A Quote by Walt Whitman

By writing at the instant, the very heartbeat of life is caught. — © Walt Whitman
By writing at the instant, the very heartbeat of life is caught.
The secret of it all, is to write in the gush, the throb, the flood, of the moment – to put things down without deliberation – without worrying about their style – without waiting for a fit time or place. I always worked that way. I took the first scrap of paper, the first doorstep, the first desk, and wrote – wrote, wrote…By writing at the instant the very heartbeat of life is caught.
Writing objects to the lie that life is small. Writing is a cell of energy. Writing defines itself. Writing draws its viewer in for longer than an instant. Writing exhibits boldness. Writing restores power to exalt, unnerve, shock, and transform us. Writing does not imitate life, it anticipates life.
And at any moment it all ends with a heartbeat…just one heartbeat, and there’s no more time. One heartbeat and the chance to be saved is gone. One heartbeat and there’s no more choosing—it’s all sealed for eternal life or eternal death.
There sure are a lot of these 'instant' products on the market. Instant coffee, instant tea, instant pudding, instant cereal... instant dislike.
What is an "instant" death anyway? How long is an instant? Is it one second? Ten? The pain of those seconds must have been awful as her heart burst and her lungs collapsed and there was no air and no blood to her brain and only raw panic. What the hell is instant? Nothing is instant. Instant rice takes five minutes, instant pudding an hour. I doubt that an instant of blinding pain feels particularly instantaneous.
I found that life intruding on writing was, in fact, life. And that, tempting as it may be for a writer who is a parent, one must not think of life as an intrusion. At the end of the day, writing has very little to do with writing, and much to do with life. And life, by definition, is not an intrusion.
There's a heartbeat in any country that carries on regardless - at least in Europe. That's what worries me about America, because I'm not sure what that heartbeat is - unless it's the heartbeat of someone who's just arrived, who just ran over the border two weeks ago.
I'm a miracle man, things happen which I don't plan, I've never planned anything. Whatsoever I do, I want it to be an instant action object, instant reaction subject. Instant input, instant output.
If you want to say something profound, writing from your heartbeat is different than writing from the loud voices you get from music. If they're rapping from noise, it's about robbing people. It's that simple.
When you're really caught up in writing a poem, it can be a form of prayer. I'm not very good at praying, but what I experience when I'm writing a poem is close to prayer. I feel it in different degrees and not with every poem. But in certain ways writing is a form of prayer.
We have instant pudding, instant photos, instant coffee—but there are no instant adults.
I live a much better life without having to worry about people chasing me. I spent five years in prison from 21 to 26, which is probably the best part of my youth behind bars. I was in some very bad prisons overseas as well. It was not a fun life, it was a very lonely life in reality. I was a smart enough kid to know that I was going to get caught. The law sometimes sleeps, but the law never dies. I knew it was just a matter of time. I would be caught and I'd get punished and face the consequences.
your life can change in an instant. that instant can last forever.
We live in a day when the adversary stresses on every hand the philosophy of instant gratification. We seem to demand instant everything, including instant solutions to our problems. . .It was meant to be that life would be a challenge. To suffer some anxiety, some depression, some disappointment, even some failure is normal.
Violence is very much with us, and we like to see it. I doubt if you can change that, and I'm not sure you should want to. I have occasionally been very upset by something I was writing, but it's quite rare: I keep my writing very separate from my life.
Life changes in the instant. The ordinary instant.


State, as a bare number, how many lines below contain "frightened".

***** Provided data

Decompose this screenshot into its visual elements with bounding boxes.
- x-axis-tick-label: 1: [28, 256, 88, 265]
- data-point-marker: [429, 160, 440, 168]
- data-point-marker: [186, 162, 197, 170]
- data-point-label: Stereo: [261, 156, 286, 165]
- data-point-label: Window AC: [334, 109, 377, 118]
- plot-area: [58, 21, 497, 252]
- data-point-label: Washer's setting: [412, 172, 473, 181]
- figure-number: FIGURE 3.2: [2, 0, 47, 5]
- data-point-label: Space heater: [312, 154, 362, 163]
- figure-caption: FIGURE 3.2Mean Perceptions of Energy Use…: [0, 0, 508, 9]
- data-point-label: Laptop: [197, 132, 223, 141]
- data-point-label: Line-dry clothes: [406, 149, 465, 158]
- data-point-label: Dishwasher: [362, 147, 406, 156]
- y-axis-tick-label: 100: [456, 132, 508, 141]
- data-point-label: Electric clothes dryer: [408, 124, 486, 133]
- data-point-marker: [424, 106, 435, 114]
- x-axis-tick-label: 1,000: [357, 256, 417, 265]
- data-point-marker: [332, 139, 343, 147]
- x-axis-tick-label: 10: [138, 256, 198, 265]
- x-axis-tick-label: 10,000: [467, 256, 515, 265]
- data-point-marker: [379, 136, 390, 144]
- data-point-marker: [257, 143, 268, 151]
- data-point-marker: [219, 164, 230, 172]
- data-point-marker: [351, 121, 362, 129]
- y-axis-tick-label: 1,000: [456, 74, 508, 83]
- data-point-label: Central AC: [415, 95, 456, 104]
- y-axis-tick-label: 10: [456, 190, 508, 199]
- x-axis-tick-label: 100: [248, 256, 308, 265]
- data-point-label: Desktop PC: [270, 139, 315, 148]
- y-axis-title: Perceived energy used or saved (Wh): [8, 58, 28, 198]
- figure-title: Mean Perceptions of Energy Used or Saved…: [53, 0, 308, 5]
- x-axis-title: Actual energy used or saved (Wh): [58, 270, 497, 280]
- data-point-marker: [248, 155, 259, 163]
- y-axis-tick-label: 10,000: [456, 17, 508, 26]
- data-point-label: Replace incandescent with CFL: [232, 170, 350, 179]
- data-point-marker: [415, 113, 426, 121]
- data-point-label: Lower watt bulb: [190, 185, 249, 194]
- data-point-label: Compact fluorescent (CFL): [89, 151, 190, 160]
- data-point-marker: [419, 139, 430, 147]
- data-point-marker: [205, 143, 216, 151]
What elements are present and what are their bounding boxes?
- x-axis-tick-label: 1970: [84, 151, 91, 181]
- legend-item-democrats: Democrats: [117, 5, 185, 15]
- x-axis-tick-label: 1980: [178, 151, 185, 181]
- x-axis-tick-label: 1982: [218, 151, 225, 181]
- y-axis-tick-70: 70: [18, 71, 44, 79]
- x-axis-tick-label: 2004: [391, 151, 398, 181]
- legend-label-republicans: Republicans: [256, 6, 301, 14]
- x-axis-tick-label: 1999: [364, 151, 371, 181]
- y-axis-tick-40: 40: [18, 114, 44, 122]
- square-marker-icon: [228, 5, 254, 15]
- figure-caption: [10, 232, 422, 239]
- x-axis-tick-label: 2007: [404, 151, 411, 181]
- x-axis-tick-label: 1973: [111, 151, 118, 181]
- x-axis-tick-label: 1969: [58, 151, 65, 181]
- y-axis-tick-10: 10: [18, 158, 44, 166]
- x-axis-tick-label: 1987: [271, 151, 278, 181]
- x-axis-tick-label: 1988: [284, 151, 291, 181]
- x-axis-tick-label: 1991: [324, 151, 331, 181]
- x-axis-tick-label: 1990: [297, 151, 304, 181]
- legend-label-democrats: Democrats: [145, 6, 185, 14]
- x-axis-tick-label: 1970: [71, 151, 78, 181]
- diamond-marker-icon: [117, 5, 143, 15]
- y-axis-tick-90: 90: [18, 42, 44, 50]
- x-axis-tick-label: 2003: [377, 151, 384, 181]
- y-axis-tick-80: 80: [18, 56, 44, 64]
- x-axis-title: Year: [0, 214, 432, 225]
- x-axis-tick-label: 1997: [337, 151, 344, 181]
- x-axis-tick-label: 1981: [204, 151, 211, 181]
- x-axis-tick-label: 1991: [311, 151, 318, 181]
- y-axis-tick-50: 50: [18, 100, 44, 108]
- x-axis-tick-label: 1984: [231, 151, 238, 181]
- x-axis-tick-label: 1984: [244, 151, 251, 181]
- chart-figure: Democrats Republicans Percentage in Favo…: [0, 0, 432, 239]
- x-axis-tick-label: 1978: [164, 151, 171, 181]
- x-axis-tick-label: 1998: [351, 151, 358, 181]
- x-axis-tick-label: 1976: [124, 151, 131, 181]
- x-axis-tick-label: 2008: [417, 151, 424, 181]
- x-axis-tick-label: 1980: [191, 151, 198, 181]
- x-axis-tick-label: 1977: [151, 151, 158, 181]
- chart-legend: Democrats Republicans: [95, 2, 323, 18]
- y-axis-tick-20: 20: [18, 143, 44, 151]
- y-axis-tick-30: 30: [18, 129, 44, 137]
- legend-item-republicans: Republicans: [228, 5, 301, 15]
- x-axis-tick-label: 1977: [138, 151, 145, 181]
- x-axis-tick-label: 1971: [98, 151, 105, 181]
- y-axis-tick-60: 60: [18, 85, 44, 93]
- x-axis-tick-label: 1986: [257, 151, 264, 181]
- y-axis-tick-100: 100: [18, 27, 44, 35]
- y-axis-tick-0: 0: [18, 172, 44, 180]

**********
***** Provided data

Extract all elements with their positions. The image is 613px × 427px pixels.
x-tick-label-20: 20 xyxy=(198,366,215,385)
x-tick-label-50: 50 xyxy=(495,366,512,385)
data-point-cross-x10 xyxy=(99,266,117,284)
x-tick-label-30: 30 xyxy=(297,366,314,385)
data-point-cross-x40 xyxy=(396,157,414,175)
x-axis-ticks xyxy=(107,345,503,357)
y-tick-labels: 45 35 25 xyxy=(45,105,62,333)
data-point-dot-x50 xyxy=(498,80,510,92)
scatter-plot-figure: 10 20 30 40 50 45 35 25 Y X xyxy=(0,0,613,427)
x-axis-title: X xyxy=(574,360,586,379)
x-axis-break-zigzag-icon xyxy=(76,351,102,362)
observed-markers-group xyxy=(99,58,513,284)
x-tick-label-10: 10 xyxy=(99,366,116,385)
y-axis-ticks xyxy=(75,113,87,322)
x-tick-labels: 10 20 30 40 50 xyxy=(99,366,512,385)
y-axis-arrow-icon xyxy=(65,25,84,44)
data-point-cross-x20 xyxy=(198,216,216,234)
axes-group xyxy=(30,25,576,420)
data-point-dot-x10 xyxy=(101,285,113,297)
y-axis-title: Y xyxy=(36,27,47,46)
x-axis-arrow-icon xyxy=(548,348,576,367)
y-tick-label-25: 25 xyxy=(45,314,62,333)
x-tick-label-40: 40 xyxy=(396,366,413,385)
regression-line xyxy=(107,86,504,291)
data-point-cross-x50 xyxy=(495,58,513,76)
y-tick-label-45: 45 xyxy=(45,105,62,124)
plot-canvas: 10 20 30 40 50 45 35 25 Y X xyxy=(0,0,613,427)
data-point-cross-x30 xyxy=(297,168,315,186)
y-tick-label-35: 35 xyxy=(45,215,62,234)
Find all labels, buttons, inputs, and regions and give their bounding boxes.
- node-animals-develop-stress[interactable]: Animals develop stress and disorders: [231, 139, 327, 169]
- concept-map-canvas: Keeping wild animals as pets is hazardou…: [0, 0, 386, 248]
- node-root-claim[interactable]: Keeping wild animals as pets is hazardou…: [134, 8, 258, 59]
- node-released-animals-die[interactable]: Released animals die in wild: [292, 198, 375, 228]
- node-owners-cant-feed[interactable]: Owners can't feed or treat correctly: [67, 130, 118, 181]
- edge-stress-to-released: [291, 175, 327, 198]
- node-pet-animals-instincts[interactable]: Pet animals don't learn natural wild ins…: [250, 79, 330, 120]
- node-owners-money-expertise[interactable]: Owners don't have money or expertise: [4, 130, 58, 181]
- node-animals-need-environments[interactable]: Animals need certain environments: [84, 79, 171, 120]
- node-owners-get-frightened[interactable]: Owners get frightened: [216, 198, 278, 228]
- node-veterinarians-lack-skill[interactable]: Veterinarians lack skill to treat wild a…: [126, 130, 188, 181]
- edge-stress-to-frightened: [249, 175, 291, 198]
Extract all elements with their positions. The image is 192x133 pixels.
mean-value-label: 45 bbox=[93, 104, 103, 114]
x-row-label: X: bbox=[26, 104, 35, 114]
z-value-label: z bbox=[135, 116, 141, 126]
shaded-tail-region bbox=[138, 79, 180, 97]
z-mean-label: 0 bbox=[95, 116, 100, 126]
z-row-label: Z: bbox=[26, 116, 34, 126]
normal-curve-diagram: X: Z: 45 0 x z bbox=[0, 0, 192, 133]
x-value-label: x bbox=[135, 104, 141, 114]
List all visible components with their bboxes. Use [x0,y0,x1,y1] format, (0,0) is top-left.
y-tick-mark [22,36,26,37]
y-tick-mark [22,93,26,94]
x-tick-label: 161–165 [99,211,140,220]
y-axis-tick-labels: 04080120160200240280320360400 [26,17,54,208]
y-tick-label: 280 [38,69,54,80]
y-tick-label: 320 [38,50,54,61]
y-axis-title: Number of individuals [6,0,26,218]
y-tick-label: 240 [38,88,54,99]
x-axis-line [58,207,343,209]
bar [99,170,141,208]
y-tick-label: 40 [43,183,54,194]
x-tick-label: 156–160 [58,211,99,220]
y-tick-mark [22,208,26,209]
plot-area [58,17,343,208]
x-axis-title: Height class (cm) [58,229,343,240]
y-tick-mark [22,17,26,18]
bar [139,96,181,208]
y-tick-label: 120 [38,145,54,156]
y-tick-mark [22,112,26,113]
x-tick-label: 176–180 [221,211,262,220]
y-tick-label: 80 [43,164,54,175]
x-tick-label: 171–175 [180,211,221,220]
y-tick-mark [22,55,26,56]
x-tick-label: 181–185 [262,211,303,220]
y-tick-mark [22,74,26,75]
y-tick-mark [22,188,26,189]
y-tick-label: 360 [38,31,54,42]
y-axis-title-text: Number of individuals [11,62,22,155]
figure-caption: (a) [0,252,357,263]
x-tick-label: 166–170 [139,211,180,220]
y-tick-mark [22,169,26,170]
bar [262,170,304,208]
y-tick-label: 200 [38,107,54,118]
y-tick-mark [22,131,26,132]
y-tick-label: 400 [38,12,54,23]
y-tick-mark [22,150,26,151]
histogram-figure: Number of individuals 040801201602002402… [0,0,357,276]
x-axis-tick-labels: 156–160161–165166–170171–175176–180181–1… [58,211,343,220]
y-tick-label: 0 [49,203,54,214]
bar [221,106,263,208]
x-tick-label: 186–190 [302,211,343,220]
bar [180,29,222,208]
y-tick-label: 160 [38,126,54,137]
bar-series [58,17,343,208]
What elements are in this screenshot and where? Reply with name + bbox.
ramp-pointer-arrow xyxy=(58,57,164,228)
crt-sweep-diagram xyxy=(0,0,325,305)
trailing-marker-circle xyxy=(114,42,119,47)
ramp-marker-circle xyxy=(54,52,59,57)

**********

→ **Written solution**: 2